When the researchers injected the genetically corrected stem cells into dystrophin-deficient, DMD-affected mice, either into an artery or into muscle tissue, they saw a significant recovery of muscle form and function and production of dystrophin. (The immune systems of the mice had been altered so that they could tolerate the human cells.)

The muscle-derived CD133-positive cells gave rise to better muscle regeneration than did the blood-derived cells. Injections into muscle and into an artery both led to muscle regeneration, but it was more widespread with the arterial injections.

“Our approach of using exon skipping for the expression of human dystrophin within the DMD CD133-positive cells should allow the use of the patient’s own stem cells, thus minimizing the risk of immunological graft rejection,” the researchers write.

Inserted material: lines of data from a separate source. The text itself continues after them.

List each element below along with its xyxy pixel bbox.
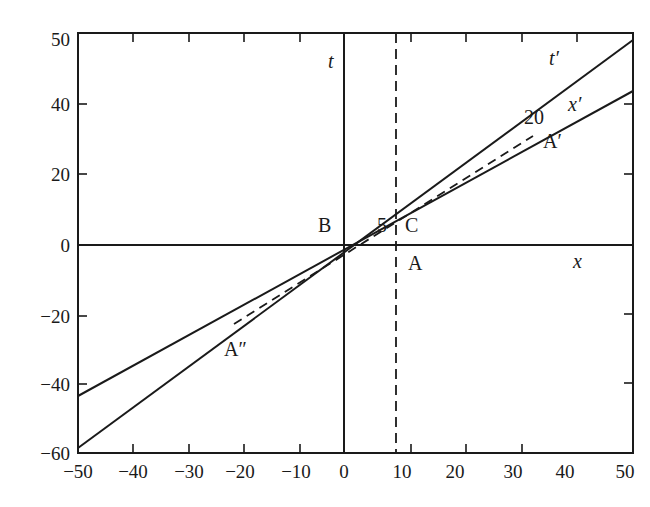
x-ticks-top [133, 33, 577, 42]
point-a-label: A [408, 252, 423, 274]
svg-text:50: 50 [51, 29, 70, 50]
y-ticks-right [624, 104, 633, 383]
svg-text:30: 30 [504, 461, 523, 482]
t-axis-label: t [328, 50, 334, 72]
point-b-label: B [318, 214, 331, 236]
svg-text:−20: −20 [225, 461, 255, 482]
x-tick-labels: −50 −40 −30 −20 −10 0 10 20 30 40 50 [63, 461, 634, 482]
x-prime-label: x′ [567, 93, 582, 115]
svg-text:40: 40 [556, 461, 575, 482]
y-tick-labels: 50 40 20 0 −20 −40 −60 [40, 29, 70, 464]
svg-text:20: 20 [446, 461, 465, 482]
svg-text:−40: −40 [40, 374, 70, 395]
point-a-double-prime-label: A″ [224, 338, 247, 360]
x-axis-label: x [572, 250, 582, 272]
svg-text:−50: −50 [63, 461, 93, 482]
label-5: 5 [377, 214, 387, 236]
svg-text:10: 10 [393, 461, 412, 482]
svg-text:−20: −20 [40, 306, 70, 327]
label-20: 20 [524, 106, 544, 128]
svg-text:−30: −30 [174, 461, 204, 482]
svg-text:20: 20 [51, 164, 70, 185]
point-a-prime-label: A′ [543, 130, 562, 152]
svg-text:−10: −10 [281, 461, 311, 482]
svg-text:50: 50 [616, 461, 635, 482]
point-c-label: C [405, 214, 418, 236]
svg-text:0: 0 [61, 235, 71, 256]
spacetime-diagram: −50 −40 −30 −20 −10 0 10 20 30 40 50 50 … [0, 0, 650, 507]
t-prime-label: t′ [549, 47, 560, 69]
svg-text:−60: −60 [40, 443, 70, 464]
svg-text:40: 40 [51, 94, 70, 115]
svg-text:0: 0 [339, 461, 349, 482]
svg-text:−40: −40 [118, 461, 148, 482]
x-ticks-bottom [133, 444, 522, 453]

But the main hurdle is that, with present technology, the exon-skipping compounds are delivered to cells using a virus that integrates into chromosomes. If the virus integrates into the wrong place, it could cause cancer or disrupt important genes.

Current MDA grantees who are working on exon skipping for the dystrophin gene are Stephen Wilton at the University of Western Australia in Perth; Howard Michael at the University of Utah in Salt Lake City; Gordon Lutz at Drexel University in Philadelphia; and Carmen Bertoni at Stanford (Calif.) University.

Related human testing

In December, in the journal Cell Transplantation, Torrente and colleagues announced they had transplanted CD133-positive stem cells taken from the muscles of eight boys with DMD back into the same patients from whom they had originally been extracted, with no observed adverse effects. No gene correction was involved.

And a phase 1 trial in the Netherlands recently tested an exon-skipping compound developed by the Dutch company Prosensa in boys with DMD. No stem cells were involved.